Peacekeepers With No Senders

Updated: 2025.12.02 4D ago 5 sources
The plan hinges on an international force to secure Gaza, but the likely troop contributors aren’t there: Egypt and Jordan won’t go in, and Europeans are unlikely to police tunnels and alleyways. Without willing boots, demilitarisation and phased Israeli withdrawal become unenforceable promises. Peace terms that lack an executable security spine are performative, not practical. — It forces peace proposals to confront who will actually enforce them, shifting debate from slogans to the hard logistics of post‑war security.

Sources

Trump’s Fake War on Drugs
Juan David Rojas 2025.12.02 48% relevant
The article argues that pardoning a trafficker undercuts the administration’s public rationale for kinetic actions against drug networks or for pressuring regimes like Venezuela—paralleling the 'who will enforce it?' logic that makes foreign interventions or security claims hollow when major political actors publicly contradict law‑enforcement narratives.
The bizarre march to war with Venezuela
Matthew Yglesias 2025.12.01 60% relevant
The article highlights heavy U.S. naval and Marine deployments near Venezuela without a clear plan or multilateral backing — paralleling the idea that security proposals can lack an enforceable 'spine' (who will actually do the stabilizing work) and risk performative escalation.
Briefing: Takaichi Sanae and China–Japan Relations
Jacob Mardell 2025.11.29 72% relevant
Chinese commentary here debates whether the US would be dragged into a Japan‑linked Taiwan conflict or resist; that mirrors the problem identified in the 'peacekeepers' idea — security proposals (forces, international guarantees) that lack willing contributors can be performative and unfixable in practice.
What will the Gaza deal unleash?
Reuel Marc Gerecht 2025.10.13 86% relevant
The article argues Trump’s 'international stabilisation force' for Gaza is a 'worthy recommendation best staffed by others' and, if deployed, would face bleeding harassment and function like a 'typical UN peacekeeping mission: basically useless.' It details why likely contributors (U.S., Gulf states, Egypt, Jordan, EU, PA) won’t patrol while Hamas remains—directly echoing the idea that there are no credible senders for such a force.
Will extremists wreck the Gaza deal?
David Patrikarakos 2025.10.05 100% relevant
The article notes Egypt’s historical scars, Jordan’s domestic risks, and European reluctance—leaving the proposed 'international stabilisation force' without realistic contributors.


## [Aim of the exercise]
For each line of the data below, copy it if it holds the word "description".

## [Raw data]
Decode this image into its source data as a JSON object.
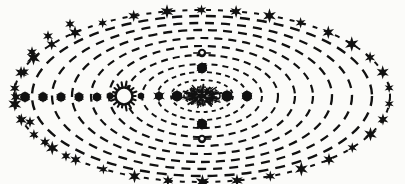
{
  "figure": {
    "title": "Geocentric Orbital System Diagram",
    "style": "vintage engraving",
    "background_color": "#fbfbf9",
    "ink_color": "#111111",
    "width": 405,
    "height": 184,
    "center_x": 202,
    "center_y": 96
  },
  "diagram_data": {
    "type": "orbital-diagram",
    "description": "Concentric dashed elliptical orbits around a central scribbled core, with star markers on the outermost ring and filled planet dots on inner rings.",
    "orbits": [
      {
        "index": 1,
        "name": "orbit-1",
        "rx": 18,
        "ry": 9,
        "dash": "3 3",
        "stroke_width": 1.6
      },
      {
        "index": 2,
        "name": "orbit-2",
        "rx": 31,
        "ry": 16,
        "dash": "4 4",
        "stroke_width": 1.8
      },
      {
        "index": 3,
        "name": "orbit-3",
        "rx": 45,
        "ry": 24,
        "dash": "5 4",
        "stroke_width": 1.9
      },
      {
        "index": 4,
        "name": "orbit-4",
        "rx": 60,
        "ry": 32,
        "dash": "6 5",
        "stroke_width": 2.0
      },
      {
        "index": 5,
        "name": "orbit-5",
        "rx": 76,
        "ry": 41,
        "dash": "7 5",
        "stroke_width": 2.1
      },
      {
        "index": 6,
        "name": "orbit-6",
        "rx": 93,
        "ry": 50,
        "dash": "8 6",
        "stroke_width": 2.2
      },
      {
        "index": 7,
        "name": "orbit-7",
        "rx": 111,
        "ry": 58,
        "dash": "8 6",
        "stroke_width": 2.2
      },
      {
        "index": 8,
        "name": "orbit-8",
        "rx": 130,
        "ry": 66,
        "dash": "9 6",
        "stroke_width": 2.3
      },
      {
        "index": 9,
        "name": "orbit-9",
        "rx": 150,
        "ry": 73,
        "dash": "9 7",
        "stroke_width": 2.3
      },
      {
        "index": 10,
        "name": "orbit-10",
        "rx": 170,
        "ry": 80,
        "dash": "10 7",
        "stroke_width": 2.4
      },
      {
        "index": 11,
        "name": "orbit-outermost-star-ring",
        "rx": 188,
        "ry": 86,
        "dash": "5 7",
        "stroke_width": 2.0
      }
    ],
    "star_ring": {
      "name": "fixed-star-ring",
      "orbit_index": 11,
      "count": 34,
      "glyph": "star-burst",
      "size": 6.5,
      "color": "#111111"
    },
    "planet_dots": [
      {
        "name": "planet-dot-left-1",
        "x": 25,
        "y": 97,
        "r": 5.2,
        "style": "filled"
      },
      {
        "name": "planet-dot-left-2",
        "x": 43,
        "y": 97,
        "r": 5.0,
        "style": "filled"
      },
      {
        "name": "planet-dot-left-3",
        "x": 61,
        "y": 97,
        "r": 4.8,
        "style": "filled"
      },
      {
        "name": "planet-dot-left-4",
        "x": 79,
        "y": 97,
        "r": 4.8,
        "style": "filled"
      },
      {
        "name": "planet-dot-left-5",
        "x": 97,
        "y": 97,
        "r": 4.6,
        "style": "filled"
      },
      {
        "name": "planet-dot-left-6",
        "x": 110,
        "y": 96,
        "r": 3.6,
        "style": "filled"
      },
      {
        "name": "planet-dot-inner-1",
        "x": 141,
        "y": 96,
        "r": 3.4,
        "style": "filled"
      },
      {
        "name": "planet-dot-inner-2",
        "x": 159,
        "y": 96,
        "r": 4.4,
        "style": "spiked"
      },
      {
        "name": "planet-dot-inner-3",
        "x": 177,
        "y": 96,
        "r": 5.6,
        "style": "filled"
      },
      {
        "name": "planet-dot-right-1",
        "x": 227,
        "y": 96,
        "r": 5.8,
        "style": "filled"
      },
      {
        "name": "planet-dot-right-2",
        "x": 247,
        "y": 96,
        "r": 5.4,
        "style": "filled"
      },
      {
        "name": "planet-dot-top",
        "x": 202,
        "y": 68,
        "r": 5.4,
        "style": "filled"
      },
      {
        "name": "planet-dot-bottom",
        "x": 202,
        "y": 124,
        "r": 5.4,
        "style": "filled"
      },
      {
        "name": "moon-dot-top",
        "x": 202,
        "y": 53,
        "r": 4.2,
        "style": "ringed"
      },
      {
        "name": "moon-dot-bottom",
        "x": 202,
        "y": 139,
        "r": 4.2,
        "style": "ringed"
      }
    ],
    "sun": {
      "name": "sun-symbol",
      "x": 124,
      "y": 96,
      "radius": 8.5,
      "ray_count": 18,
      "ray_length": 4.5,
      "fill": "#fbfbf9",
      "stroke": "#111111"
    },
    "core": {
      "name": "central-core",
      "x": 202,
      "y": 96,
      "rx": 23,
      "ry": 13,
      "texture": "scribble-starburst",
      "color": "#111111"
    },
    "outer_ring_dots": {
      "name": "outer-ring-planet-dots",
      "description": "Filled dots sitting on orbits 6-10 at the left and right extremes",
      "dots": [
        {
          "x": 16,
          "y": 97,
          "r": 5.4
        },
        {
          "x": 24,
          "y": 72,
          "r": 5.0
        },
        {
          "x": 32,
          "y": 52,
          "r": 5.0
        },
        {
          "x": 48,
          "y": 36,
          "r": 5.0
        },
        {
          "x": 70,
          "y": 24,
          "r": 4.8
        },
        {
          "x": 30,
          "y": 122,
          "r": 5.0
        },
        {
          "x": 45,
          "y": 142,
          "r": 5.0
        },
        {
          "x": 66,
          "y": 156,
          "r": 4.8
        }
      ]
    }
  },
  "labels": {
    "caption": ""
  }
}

## [Solution to the exercise]
    "description": "Concentric dashed elliptical orbits around a central scribbled core, with star markers on the outermost ring and filled planet dots on inner rings.",
      "description": "Filled dots sitting on orbits 6-10 at the left and right extremes",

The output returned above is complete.